FYI.

This story is over 5 years old.

Tech

MBTV: JODI Are the Mysterious Pioneers of Net Art

The brilliantly crazy -- or is it crazily brilliant? -- people behind Jodi have no respect for the Internet. Wait, that's not quite right. They have no respect for the stale, rigid collar corporate mouthpiece that the Internet has become. By...

The brilliantly crazy — or is it crazily brilliant? — people behind Jodi have no respect for the Internet. Wait, that’s not quite right. They have no respect for the stale, rigid collar corporate mouthpiece that the Internet has become. By aggressively deconstructing and scrambling the computer world, the Internet artists at Jodi have turned our world of bits and bites into an absurdist amalgamation of digital mindspray that resembles a binary MC Escher work.

Advertisement

Take, for example, their own site, Jodi.org. You’ll never actually get to Jodi.org itself, and will instead be redirected randomly to any number of bonkers subdomains that make your computer act like its been mainlining DOS and LSD for the last two decades. It’s the Internet squeezed through a Play-Doh Fun Factory and mixed with retro psychedelics, and it’s lovely.

In 2009, Motherboard met Jodi at the Eyebeam gallery in New York. It’s hard to say who we expected to meet, but we were ready for a couple of freaked-out hackers that looked like Dr. Bunsen and Beaker in the Matrix. To our happy suprise, Jodi turned out to be the brainchild of a pair of soft-spoken artists named Joan Heemskerk and Dirk Paesmans ("jo" + "di"), from Belgium and Holland respectively.

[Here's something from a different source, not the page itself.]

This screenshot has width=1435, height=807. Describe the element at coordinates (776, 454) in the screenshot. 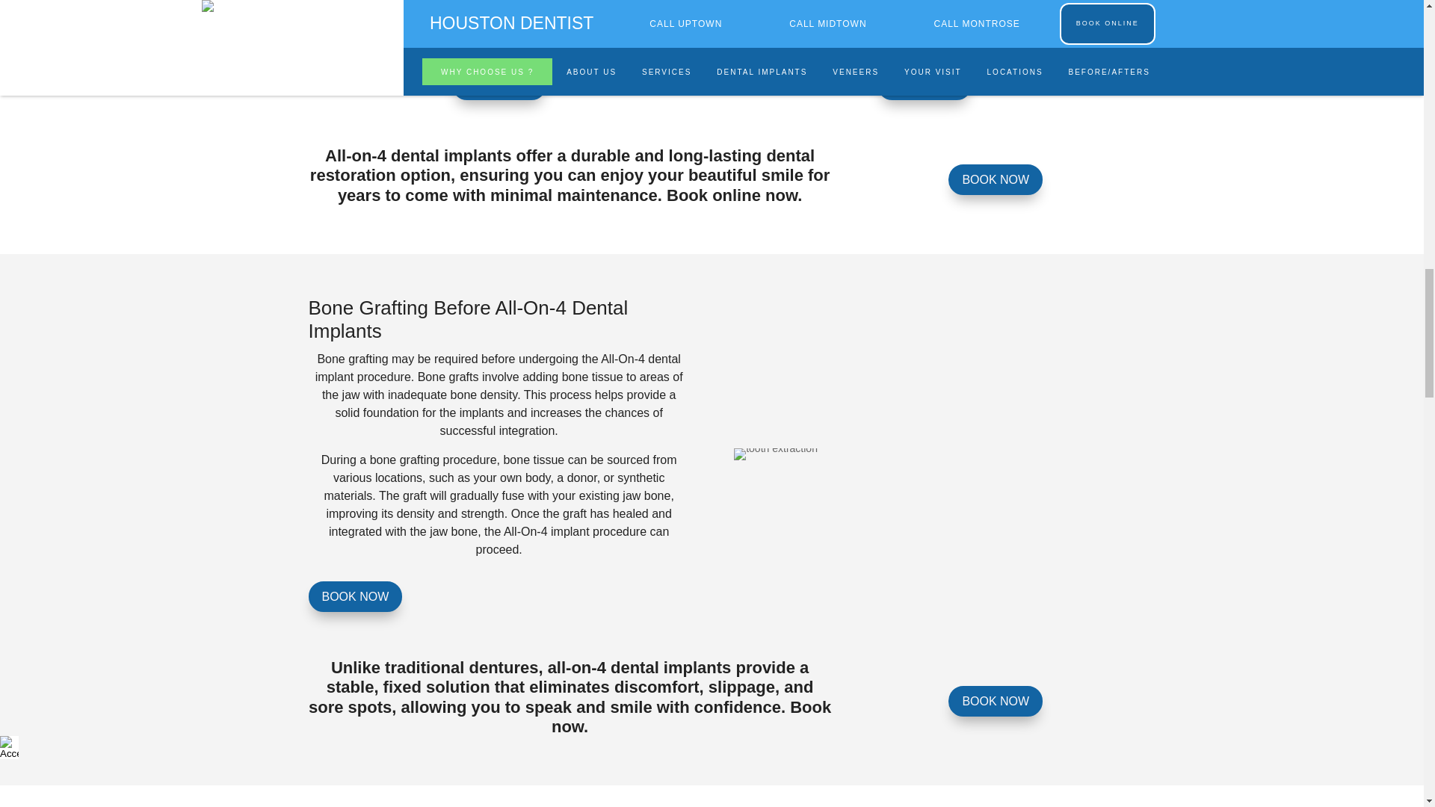

I see `best-cosmetic-dentist-houston-tx` at that location.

A number of selected works are available via their Wikipedia page, and all of them are gems. Those include SOD is a jab at the abusive-looking operating environments of MS-DOS, and Global Move, which is a spastic take on browsing through Google Maps. The best suggestion I can make it to click through as many of their projects as they can (after watching our video interview, of course), and then take a minute to think about the fact that, while the Web is no longer the Wild West it once was, there are still people ripping it apart for the sheer sake of watching what happens.